Shardik (49 page)

Read Shardik Online

Authors: Richard Adams

Tags: #Classic, #Science Fiction, #Fantasy, #Adventure, #Epic

Still she paused, her heavy face expressing her bewilderment. He turned, left her and went back to his room. The flame of the lamp shed a cheerless nimbus on the fog hanging in the air. He lay prone upon the bed and rested his head on his bent forearm.

He thought of all the blood that had been shed - of the
battle
of the Foothills and crying of the wounded as the victorious Ortelgans mustered in the falling darkness; of the smashing of the Tamarrik Gate and the cacophonous, smoking hours that followed; of the gallows on Mount Crandor and the skulls in the hall below.
Elleroth
, a nobleman of unquestioned courage and honour, bending all his endeavours to the task, had almost succeeded in burning to death the wounded Shardik. And soon, when he was laid across a bench like a pig and the blood came spurting from his neck, few of those about him would feel the horror and sorrow natural to the heart of any peasant’s child.

He was unaccountably seized with misgiving, by a premonition so vague and undefined that he could make nothing of it. No, he thought, this could be no divination on his part. The plain truth was that, despite his horror of Elleroth’s deed, he had little stomach for this cold-blooded business. ‘They should have killed him as he came down from the roof,’ he said aloud; shivered in the cold, and huddled himself under the rugs.

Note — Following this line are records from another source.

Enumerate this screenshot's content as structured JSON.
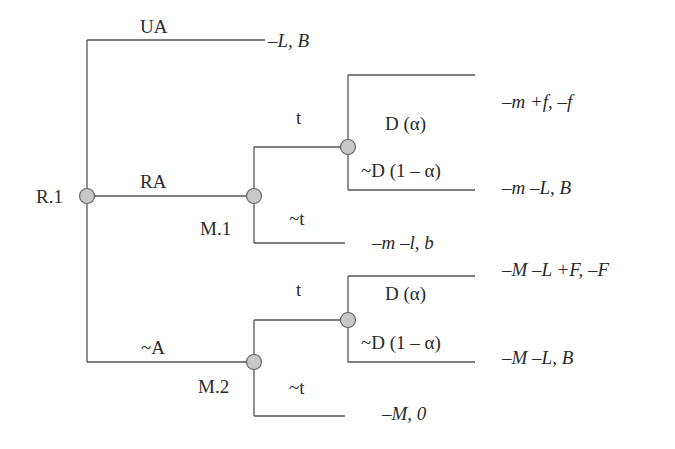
{
  "diagram": {
    "type": "game-tree",
    "nodes": {
      "root": "R.1",
      "m1": "M.1",
      "m2": "M.2"
    },
    "edges": {
      "ua": "UA",
      "ra": "RA",
      "na": "~A",
      "m1_t": "t",
      "m1_nt": "~t",
      "m2_t": "t",
      "m2_nt": "~t",
      "d1_d": "D (α)",
      "d1_nd": "~D (1 – α)",
      "d2_d": "D (α)",
      "d2_nd": "~D (1 – α)"
    },
    "payoffs": {
      "ua": "–L, B",
      "d1_d": "–m +f, –f",
      "d1_nd": "–m –L, B",
      "m1_nt": "–m –l, b",
      "d2_d": "–M –L +F, –F",
      "d2_nd": "–M –L, B",
      "m2_nt": "–M, 0"
    },
    "colors": {
      "line": "#555555",
      "node_fill": "#c8c8c8",
      "text": "#2a2a2a"
    }
  }
}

He drowsed fitfully, woke, drowsed and woke again. Thought dissolved into fantasy and, not dreaming yet not awake, he imagined himself stepping through his embrasured window as from the fissured opening of a cave; and emerging, saw again under starlight
the
Ledges descending between the trees of Quiso. He was about to bound away down their steep pitch but, pausing at a sound from behind him, turned and found himself face to face with
the
old, muttering hag of Gelt, who stooped and laid at his feet —

He cried out and started up. The fog sail filled the room, but it was murky daylight and in the corridor he could hear the voices of
the
servants. His bound wounds throbbed and ached. He called for water and then, robing himself without help and laying his crown and staff ready on the bed, sat down to wait for
Sheldra
.

Soon there came from the terrace below sounds of footsteps and low voices. Those who were to attend the execution must be converging on the hall. He did not look out, but remained on the edge of the bed, staring before him, the dark robe covering him from his shoulders to the ground. Elleroth, he thought, must also be waiting; he did not know where; perhaps not far away — perhaps near enough to hear the footsteps and voices diminish and silence return - a waiting, expectant silence.

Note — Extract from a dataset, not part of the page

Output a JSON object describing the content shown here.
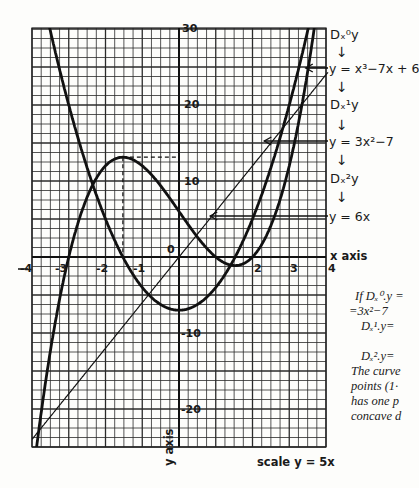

When he heard Sheldra’s step in the corridor, he rose at once and went to
the
door before she could reach it. He realized
that
he wished to prevent the need for him to hear her voice, that voice which would sound no different had she come to tell him
that
Lord Shardik had raised the dead to life and established peace from Ikat to the Telthearna. As he stepped across the threshold she was waiting and looked at him impassively, her face expressing neither dread nor excitement. He nodded gravely and she, unspeaking, turned about to precede him. Beyond her the other women were waiting, their stiff robes filling the narrow corridor from wall to wall. He raised his hand to silence their whispering and asked,

‘Lord Shardik - what is his mood? Is he disturbed by the crowd?’

‘He is restl
ess, my lord, and looks fiercely about him,’ answered one of the girls.

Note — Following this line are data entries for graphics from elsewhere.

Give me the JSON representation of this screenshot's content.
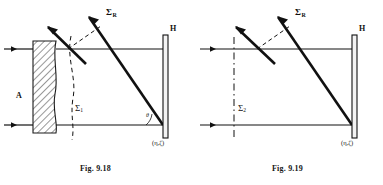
{
  "page": {
    "background": "#ffffff",
    "ink": "#111111"
  },
  "figures": [
    {
      "id": "fig-9-18",
      "caption": "Fig. 9.18",
      "labels": {
        "diffuser": "A",
        "reference_wavefront": "Σ",
        "reference_wavefront_sub": "R",
        "object_wavefront": "Σ",
        "object_wavefront_sub": "1",
        "hologram": "H",
        "angle": "θ",
        "coordinates": "(η,ζ)"
      },
      "elements": {
        "diffuser_present": true,
        "beam_count": 2,
        "ray_count": 2,
        "dashed_wavefront": "curved"
      }
    },
    {
      "id": "fig-9-19",
      "caption": "Fig. 9.19",
      "labels": {
        "reference_wavefront": "Σ",
        "reference_wavefront_sub": "R",
        "object_wavefront": "Σ",
        "object_wavefront_sub": "2",
        "hologram": "H",
        "coordinates": "(η,ζ)"
      },
      "elements": {
        "diffuser_present": false,
        "beam_count": 2,
        "ray_count": 2,
        "dashed_wavefront": "straight-vertical"
      }
    }
  ]
}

‘He is impatient to sec his enemy brought before him,’ said another. She gave a quick laugh and at once fell silent, biting her lip as Kelderek turned his head and stared coldly at her.

At his word th
ey began to file slowly along the corridor, preceded by the beat of
the
gong.
Looking down as he reached the head of the stairway, he saw the fog trailing through the open doorway and
the
young soldier at the entrance shifting his feet and gazing up at them. One of the girls stumbled, recovering herself with a hand that slapped against the wall. An officer appeared, looked up at
Sheldra
, nodded and went out through the door. She turned her head and whispered, ‘He has gone to fetch the prisoner, my lord.’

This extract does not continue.